ARTICLE TAG

Richard Wexler

8/13/2019

In Aftermath of Latest Child Death, L.A. Contends with Potential Foster Care Panic

In mid-July, Bobby Cagle, the director of Los Angeles County’s $2.8-billion child welfare system, visited the high desert communities of Palmdale and Lancaster, both reeling from the latest child death to strike the county.

Youth Services Insider
Administration for Children's Services

7/27/2018

In New York, A Pointed Debate over Predictive Analytics and Child Welfare

Crunching numbers to help predict human behavior is common practice in insurance, banking, and public policy. We are always looking for the perfect algorithm to help improve decision-making. But when those decisions involve the fate of families, and the potential removal of kids from their parents, data-driven predictions become the subject of intense debate.

Lawrence Booker

11/20/2017

Bill Aims to Prevent Adoptive Parents from Abusing Subsidy Program

Lawrence Booker had been living apart from his adoptive family for around two years when he learned that his adoptive mother might still be receiving money for his care — money that could have gone a long way toward helping him instead.

2/27/2017

Mandated Reporters: Protection Does Not Weaken Accountability

Dear Chronicle of Social Change, Dr. Franne Sippel and I are licensed professionals who have dedicated our careers to serving vulnerable children and their families. In the course of our work on the front lines, we have observed gaps in protection from liability for mandatory reporters.

Youth Services Insider

11/23/2016

It’s How You Use Predictions that Matters

In his November 15 column, Chronicle Senior Editor John Kelly contested Richard Wexler’s argument that the failure of number crunchers to predict the results of the recent election casts doubt on the potential of the new predictive analytics tools to identify which children will be maltreated in the future.

6/30/2016

Richard Wexler: Family First Act Institutionalizes Institutions, Sets Up Prevention to Fail

Now that there finally is a bill, it is clear who has the greatest reason to oppose the so-called Family First Prevention Services Act: environmentalists. That’s because of how many forests will be destroyed to provide the paper for all the new plans, reports and assorted other documents that the bill mandates as a substitute for real change.

    6/8/2016

    Dollars and Priorities: Preventing Child Abuse

    Finally, something they can agree on. Over the past five months we have been publishing columns focused on the big issues with how the federal government pays for child welfare.
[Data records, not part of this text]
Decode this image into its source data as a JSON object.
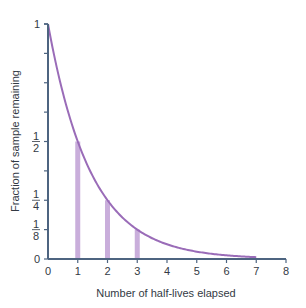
{
  "chart_data": {
    "type": "line",
    "title": "",
    "xlabel": "Number of half-lives elapsed",
    "ylabel": "Fraction of sample remaining",
    "xlim": [
      0,
      8
    ],
    "ylim": [
      0,
      1
    ],
    "x_ticks": [
      "0",
      "1",
      "2",
      "3",
      "4",
      "5",
      "6",
      "7",
      "8"
    ],
    "y_ticks": [
      {
        "value": 0,
        "label": "0"
      },
      {
        "value": 0.125,
        "label": "1/8"
      },
      {
        "value": 0.25,
        "label": "1/4"
      },
      {
        "value": 0.375,
        "label": ""
      },
      {
        "value": 0.5,
        "label": "1/2"
      },
      {
        "value": 0.625,
        "label": ""
      },
      {
        "value": 0.75,
        "label": ""
      },
      {
        "value": 0.875,
        "label": ""
      },
      {
        "value": 1,
        "label": "1"
      }
    ],
    "grid": false,
    "series": [
      {
        "name": "Exponential decay curve",
        "type": "line",
        "x": [
          0,
          1,
          2,
          3,
          4,
          5,
          6,
          7
        ],
        "values": [
          1,
          0.5,
          0.25,
          0.125,
          0.0625,
          0.03125,
          0.015625,
          0.0078125
        ]
      },
      {
        "name": "Half-life markers",
        "type": "bar",
        "x": [
          1,
          2,
          3
        ],
        "values": [
          0.5,
          0.25,
          0.125
        ]
      }
    ]
  },
  "colors": {
    "curve": "#9a6cb8",
    "bars": "#c9aedb",
    "axis": "#4d6480",
    "text": "#333a44"
  }
}
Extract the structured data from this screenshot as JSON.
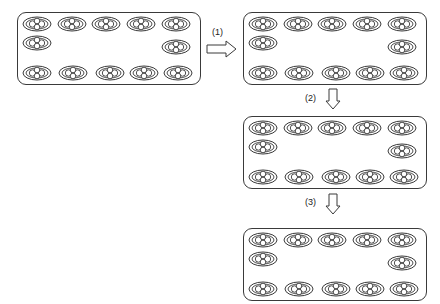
{
  "diagram": {
    "steps": [
      {
        "label": "(1)",
        "direction": "right"
      },
      {
        "label": "(2)",
        "direction": "down"
      },
      {
        "label": "(3)",
        "direction": "down"
      }
    ],
    "panels": [
      {
        "name": "initial",
        "rows": {
          "top": 5,
          "middle": 2,
          "bottom": 5
        }
      },
      {
        "name": "after-step-1",
        "rows": {
          "top": 5,
          "middle": 2,
          "bottom": 5
        }
      },
      {
        "name": "after-step-2",
        "rows": {
          "top": 5,
          "middle": 2,
          "bottom": 5
        }
      },
      {
        "name": "after-step-3",
        "rows": {
          "top": 5,
          "middle": 2,
          "bottom": 5
        }
      }
    ],
    "colors": {
      "stroke": "#3a3a3a",
      "background": "#ffffff"
    }
  }
}
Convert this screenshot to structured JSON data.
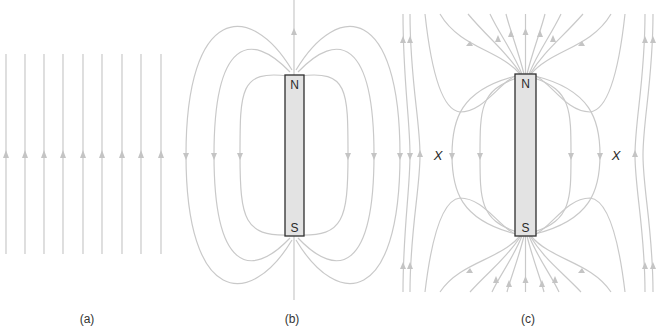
{
  "figure": {
    "colors": {
      "field_line": "#c9c9c9",
      "arrow": "#c4c4c4",
      "magnet_fill": "#e3e3e3",
      "magnet_outline": "#2e2e2e",
      "text": "#2a2a2a"
    },
    "panels": [
      {
        "id": "a",
        "label": "(a)",
        "content": "uniform field",
        "field_line_count": 9,
        "arrow_direction": "up"
      },
      {
        "id": "b",
        "label": "(b)",
        "content": "bar magnet",
        "magnet": {
          "north_label": "N",
          "south_label": "S"
        }
      },
      {
        "id": "c",
        "label": "(c)",
        "content": "bar magnet in uniform field",
        "magnet": {
          "north_label": "N",
          "south_label": "S"
        },
        "neutral_points": [
          {
            "label": "X",
            "side": "left"
          },
          {
            "label": "X",
            "side": "right"
          }
        ]
      }
    ]
  }
}
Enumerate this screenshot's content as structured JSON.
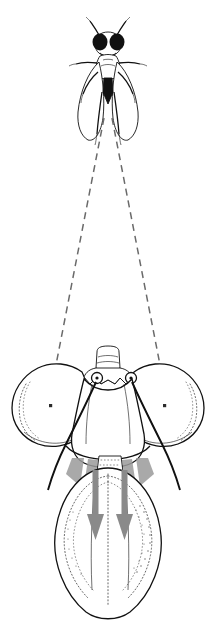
{
  "figure": {
    "background_color": "#ffffff",
    "width": 216,
    "height": 640,
    "caption": "",
    "style": "scientific line drawing, ink on white"
  },
  "colors": {
    "ink": "#111111",
    "arrow_gray": "#8a8a8a",
    "gusset_gray": "#9a9a9a",
    "sightline_gray": "#6a6a6a",
    "stipple": "#2b2b2b",
    "background": "#ffffff"
  },
  "parts": {
    "prey_fly": {
      "label": "prey fly (dorsal view)",
      "description": "small fly drawn in dorsal aspect at top of figure",
      "components": [
        "head with two large black compound eyes",
        "pair of antennae",
        "thorax",
        "two outspread wings",
        "dark triangular abdomen",
        "three pairs of legs"
      ],
      "center_x": 108,
      "top_y": 18,
      "bottom_y": 140
    },
    "sight_lines": {
      "label": "lines of sight",
      "style": "dashed",
      "count": 2,
      "apex_x": 108,
      "apex_y": 120,
      "left_end_x": 55,
      "left_end_y": 368,
      "right_end_x": 161,
      "right_end_y": 368
    },
    "head": {
      "label": "fly head (frontal view)",
      "components": [
        "left compound eye",
        "right compound eye",
        "vertex",
        "frons",
        "antennal bases",
        "antennae",
        "face",
        "oral margin",
        "proboscis"
      ]
    },
    "left_eye": {
      "label": "left compound eye",
      "center_x": 51,
      "center_y": 400,
      "radius_x": 44,
      "radius_y": 40,
      "facet_spot": true
    },
    "right_eye": {
      "label": "right compound eye",
      "center_x": 165,
      "center_y": 400,
      "radius_x": 44,
      "radius_y": 40,
      "facet_spot": true
    },
    "antennae": {
      "label": "antennae",
      "count": 2,
      "base_left_x": 97,
      "base_left_y": 377,
      "base_right_x": 131,
      "base_right_y": 377,
      "direction": "downward and outward past the eyes"
    },
    "proboscis": {
      "label": "proboscis / labium",
      "top_y": 470,
      "bottom_y": 600,
      "outline": "dome with fine stippled inner ridges"
    },
    "arrows": {
      "label": "direction-of-movement arrows",
      "count": 2,
      "color": "#8a8a8a",
      "direction": "down",
      "left_arrow_x": 96,
      "right_arrow_x": 124,
      "start_y": 472,
      "end_y": 540
    },
    "gussets": {
      "label": "oral membrane gussets",
      "count": 4,
      "color": "#9a9a9a"
    }
  }
}
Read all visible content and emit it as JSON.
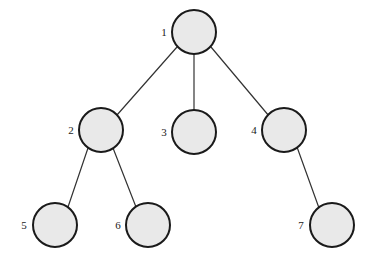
{
  "diagram": {
    "type": "tree-graph",
    "title": "",
    "canvas": {
      "width": 373,
      "height": 263,
      "background": "#ffffff"
    },
    "style": {
      "node_fill": "#e9e9e9",
      "node_stroke": "#1a1a1a",
      "node_stroke_width": 2,
      "node_radius": 22,
      "edge_color": "#333333",
      "edge_width": 1.2,
      "label_color": "#1a1a1a"
    },
    "nodes": [
      {
        "id": "1",
        "label": "1",
        "cx": 194,
        "cy": 32,
        "label_x": 164,
        "label_y": 33
      },
      {
        "id": "2",
        "label": "2",
        "cx": 101,
        "cy": 130,
        "label_x": 71,
        "label_y": 131
      },
      {
        "id": "3",
        "label": "3",
        "cx": 194,
        "cy": 132,
        "label_x": 164,
        "label_y": 133
      },
      {
        "id": "4",
        "label": "4",
        "cx": 284,
        "cy": 130,
        "label_x": 254,
        "label_y": 131
      },
      {
        "id": "5",
        "label": "5",
        "cx": 55,
        "cy": 225,
        "label_x": 24,
        "label_y": 226
      },
      {
        "id": "6",
        "label": "6",
        "cx": 148,
        "cy": 225,
        "label_x": 118,
        "label_y": 226
      },
      {
        "id": "7",
        "label": "7",
        "cx": 332,
        "cy": 225,
        "label_x": 301,
        "label_y": 226
      }
    ],
    "edges": [
      {
        "from": "1",
        "to": "2",
        "x1": 177,
        "y1": 47,
        "x2": 117,
        "y2": 115
      },
      {
        "from": "1",
        "to": "3",
        "x1": 194,
        "y1": 54,
        "x2": 194,
        "y2": 110
      },
      {
        "from": "1",
        "to": "4",
        "x1": 211,
        "y1": 47,
        "x2": 269,
        "y2": 116
      },
      {
        "from": "2",
        "to": "5",
        "x1": 88,
        "y1": 148,
        "x2": 68,
        "y2": 207
      },
      {
        "from": "2",
        "to": "6",
        "x1": 113,
        "y1": 148,
        "x2": 136,
        "y2": 207
      },
      {
        "from": "4",
        "to": "7",
        "x1": 297,
        "y1": 147,
        "x2": 319,
        "y2": 208
      }
    ]
  }
}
In the course of that coverage our two primary columnists – Richard Wexler, a staunch advocate for keeping families together and largely dismantling the foster care system, and Sean Hughes, who is more inclined to boost funding to foster care while also supporting families – have strongly disagreed over what the data tells us and what we should do differently.

    5/18/2016

    Child Welfare’s Principal-Agent Problem: An Open Letter

    Dear Daniel Heimpel, Sean Hughes and Richard Wexler, Your three-way exchange of views in The Imprint (May 4, 2016) may benefit from consideration in a larger context. The larger context is what economists and lawyers call the “principal-agent problem.”

    5/4/2016

    Dollars and Priorities: Data Says Spend More, Smarter

    In this latest installment of our “Dollars and Priorities” series, we examine how research on child abuse and neglect could shape reform of the way the nation’s child welfare system is paid for.